"The Nile is a most wonderful river," remarked the professor one evening as we sat on the open deck watching the moonlight glisten on the green water. "Several other rivers rival it in length; the Congo is noted for its size; the Amazon, swelled by great tributaries, discharges a volume of water immensely greater; and the Missouri, including the Mississippi to the Gulf, may be longer; but the Nile is unique in that for twelve hundred miles it flows without a tributary through a rainless region. Not a drop of rain nor a single brook adds to its volume in all that distance, and a hot sun, canals, ditches, sakiyehs, shadoofs, and water carriers are continually taking away from it throughout every mile of its winding course. The river is wider here but it has less volume than one thousand miles farther up the stream. It is unique also in the regularity of the annual inundations, which begin on almost the same day, continue the same length of time, and rise to an almost similar height each year, and have done so annually for untold centuries. In our land a flood is a disaster causing loss and sorrow; in this country it is a blessing producing wealth and joy. When the slowly rising waters each year reach the figures on the stone column of the Nilometer which show that the Nile has spread abroad his fertile bounty by covering the cultivable lands, and has filled the dams and ditches for future needs, the news is spread abroad and the people rejoice with festivities and processions."

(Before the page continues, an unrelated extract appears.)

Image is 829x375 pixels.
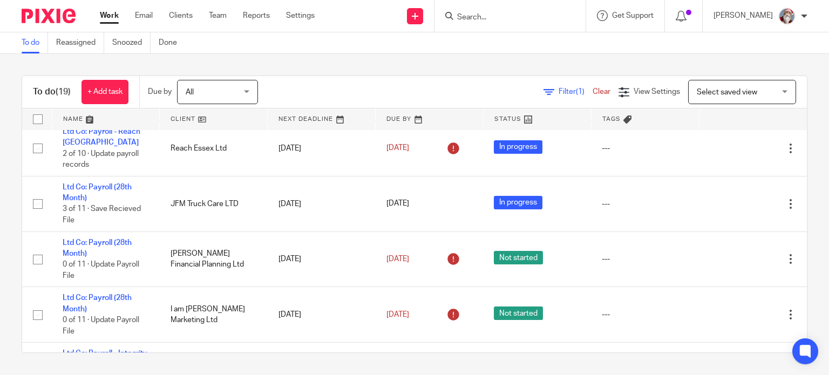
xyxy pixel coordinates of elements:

'TWAS SCENES LIKE THESE WE LOOKED UPON.
Before taking the trip on the Nile we had thought that the days on the river might become monotonous and tiresome; but we found, on the contrary, that every hour was full of interest. Each day some excursion on shore was taken. One day the patient donkeys carried the tourists on a long trip to the ruins of the great temple of Seti at Abydos to view its sculptured columns and famous list of kings. On another day carriages conveyed us to the rock tombs on the limestone hills above Assiout and we visited the bazaars and the noted potteries of that busy town. On the last day of our sail the donkeys of Bedrashen were called into service for a ride through the palm forest and green fields, past the fallen columns of Ramses, to Sakkara, the tombs of the sacred bulls, and the pictured tombs of Ptahhotep and Ti.
TROD ROUND AND ROUND THE WHEEL.
THE COLUMNS AT ABYDOS ARE OF GREAT SIZE.